Hire in-house when the volume justifies a full time planner, usually well past the point where the founder or a stretched ops manager is doing it in stolen hours. A good planner is a real salary, and the recruitment takes months.
Bring in a consultant when you need the planning function built, not just staffed. The strongest version of this in DTC is an operator who builds the system, runs it inside your business, and hands you something that keeps working, rather than a report that describes what you should build. That distinction, advisor versus operator, matters more than any other credential you will screen for.
What it costs
Inventory focused consulting in DTC typically arrives one of two ways. As a bounded project, a diagnostic plus system build, priced as a fixed fee. Or inside a broader fractional operations engagement, where planning is one workstream alongside freight, fulfilment and suppliers, priced as a monthly retainer. Market rates for embedded fractional operations work run $5,000 to $18,000 a month depending on depth, and the full breakdown is in our fractional COO cost guide.
The commercially sensible entry is an audit first structure: a fixed fee diagnostic that quantifies what the current inventory position is costing you, stockout premiums, trapped cash, avoidable air freight, before you commit to anything ongoing. If the number the audit finds does not comfortably exceed the fee, you have your answer cheaply.
When to hire one: the signs on your own numbers
You do not need a framework, you need ten minutes with your own data. How many SKUs are at zero stock right now, and how many of those were also at zero last month? What share of last quarter's inbound moved by air, and how much of that was planned rather than panic? How many weeks of cover are you holding on your slowest 20% of products? Who owns the forecast, a name, not a spreadsheet? And if your best seller stocked out for six weeks at peak, what did it cost you?
If three or more of those made you uncomfortable, the planning function is missing, and the money to fund fixing it is already leaking out of the business.
Common questions
What does an inventory management consultant do day to day?
Builds and runs the forecast, sets and maintains SKU level reorder triggers, places or approves purchase orders against a planning calendar, manages weeks of cover by product, and runs the dead stock and slow mover reviews that keep cash moving.
How is this different from a supply chain management consultant?
Inventory is one discipline inside the supply chain. A supply chain consultant covers the wider system, freight, fulfilment contracts, suppliers and landed cost, with inventory planning at its centre. In DTC the two are hard to separate, because inventory errors are paid for through freight and fulfilment. Our supply chain services page covers the wider scope.

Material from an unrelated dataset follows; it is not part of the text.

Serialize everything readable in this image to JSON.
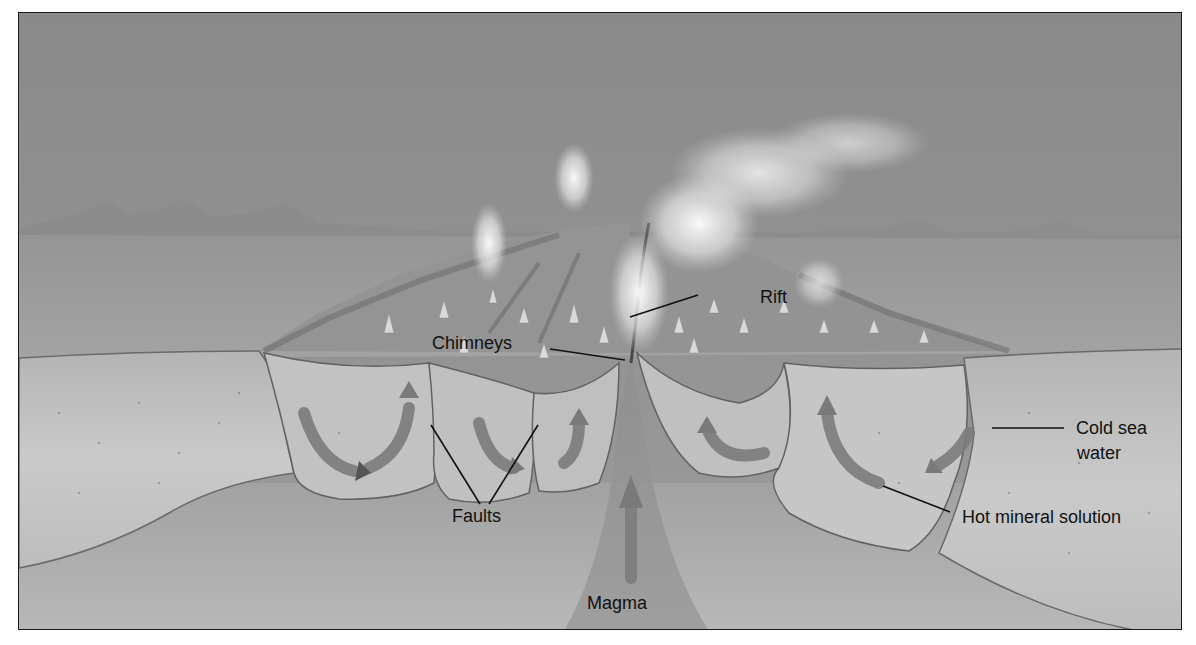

Is e-commerce inventory management different from retail?
Meaningfully. DTC demand is spikier, sale events swing daily volume by 10x, size and colour matrices multiply SKUs, and multi region 3PL networks add allocation decisions retail chains solved with distribution centres decades ago. Generic inventory consulting built for manufacturing plants translates poorly. Sector experience matters here more than in most consulting niches.
Do brands under $5M need one?
Usually not yet. Below roughly $4M to $5M the founder plus a disciplined spreadsheet can hold it, and the consulting fee is better spent on stock. The trigger point is when SKU count, channels or growth outruns that, which is typically visible as the first serious stockout on a best seller.
Where Onflair fits
Onflair builds and runs inventory planning inside scaling consumer brands as part of a wider supply chain engagement, operator rather than advisor. Engagements start with a fixed fee operations audit that quantifies what the current position is costing across stockouts, trapped cash, freight and fulfilment, credited in full against your first month if you proceed. The most recent engagement banked just over $100,000 in confirmed savings in its first three months, with the planning function as the foundation. Scope is on the fractional COO page and fees are on the pricing page.